Further discusses RT’s observations on Cape [of Good Hope] orchids and asks whether it would be possible for him to send some specimens to Kew.

Contributor:
Darwin Correspondence Project
From:
Charles Robert Darwin
To:
George Henry Turnbull
Date:
[16? Feb 1863]
Source of text:
DAR 261.11: 5 (EH 88206057)
Summary:

Thanks for letting Horwood superintend erection of hothouse.

Contributor:
Darwin Correspondence Project
From:
Charles Robert Darwin
To:
Thomas Henry Huxley
Date:
[after 16 Feb 1863]
Source of text:
Imperial College of Science, Technology and Medicine Archives (Huxley 5: 202)
Summary:

A note reminding THH to examine the rudiment of the 6th toe on the hind foot of a Batrachian.

Contributor:
Darwin Correspondence Project
From:
Edward Sabine
To:
Sir John Herschel
Date:
[17 February 1863]
Source of text:
RS:HS 15.268
Summary:

Sends [Warren] de La Rue's letter on Southern[?] Telescope for JH's review.

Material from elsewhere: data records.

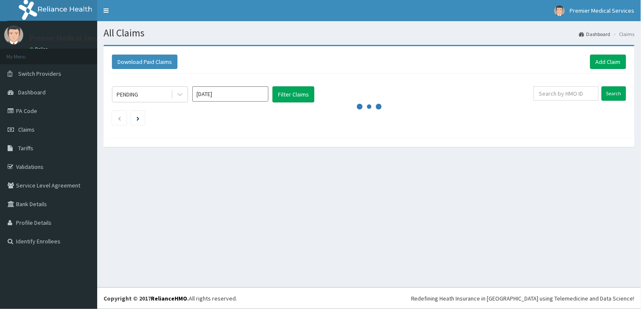 The height and width of the screenshot is (309, 641). Describe the element at coordinates (230, 94) in the screenshot. I see `input: Select Month and Year` at that location.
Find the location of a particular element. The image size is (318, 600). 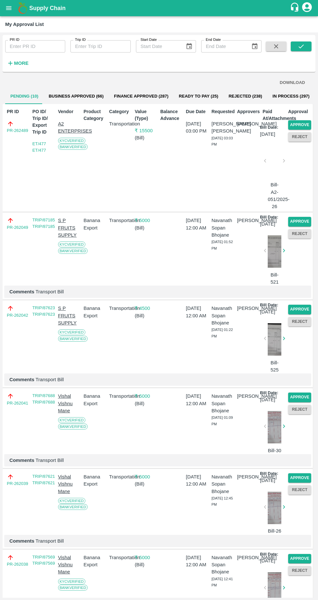

a: PR-262049 is located at coordinates (18, 228).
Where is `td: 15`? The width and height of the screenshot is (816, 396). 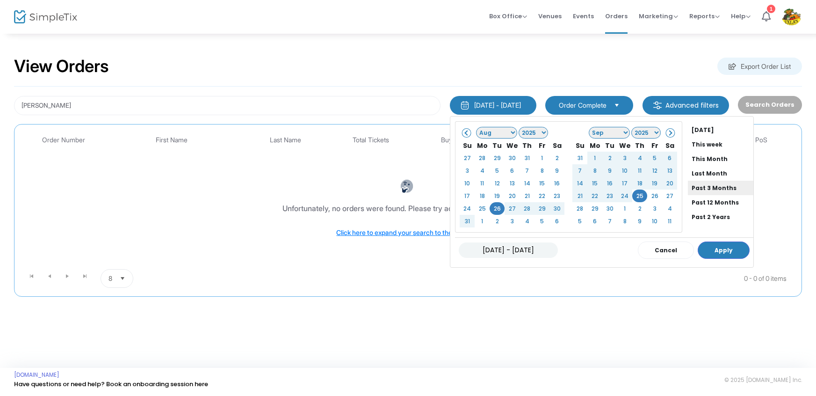 td: 15 is located at coordinates (595, 183).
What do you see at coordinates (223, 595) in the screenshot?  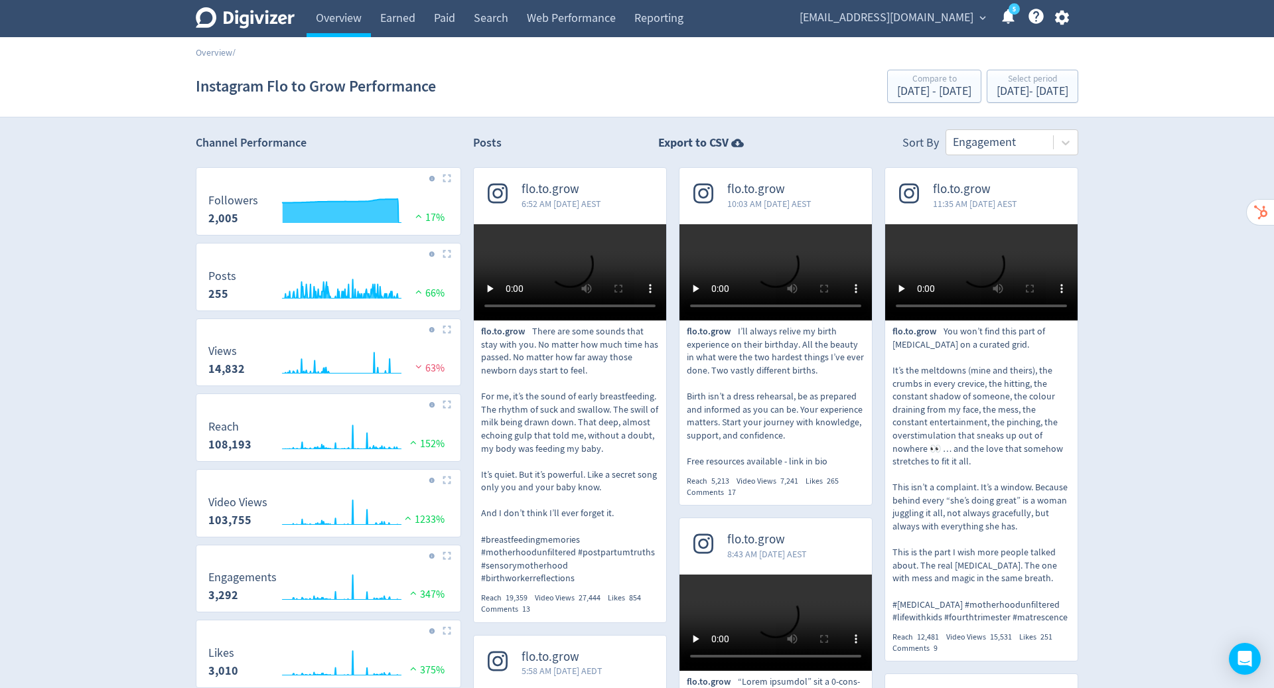 I see `strong: 3,292` at bounding box center [223, 595].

Swedish Academy working on reviving project of measuring arc of meridian.

Contributor:
John Herschel Project
From:
Richard Frean
To:
Charles Robert Darwin
Date:
17 Feb 1863
Source of text:
Launceston Library (State Library of Tasmania): Local Studies Collection – Manuscripts (Robert Norman Smith Diaries and correspondence LMSS 0020)
Summary:

Discusses his reading and understanding of Origin.

Contributor:
Darwin Correspondence Project
From:
Geraldine Jewsbury
To:
John Tyndall
Date:
Monday Feb 17-63
Source of text:
MS JT/1/J/29; MS JT/1/TYP/2/656, RI
Summary:

No summary available.

Contributor:
Tyndall Project
From:
Charles Robert Darwin
To:
Charles Lyell, 1st baronet
Date:
17 [Feb 1863]
Source of text:
American Philosophical Society (Mss.B.D25.288)
Summary:

Criticises Dana’s classification of man and his use of fore-limbs as a basis for systematic classification.

Contributor:
Darwin Correspondence Project
From:
Daniel Oliver
To:
Charles Robert Darwin
Date:
17 Feb 1863
Source of text:
DAR 173: 20
Summary:

DO thinks an essay [Alexander Braun’s "Rejuvenescence", Ray Society (1853)] is not worth reading with respect to some difficulty concerning phyllotaxy.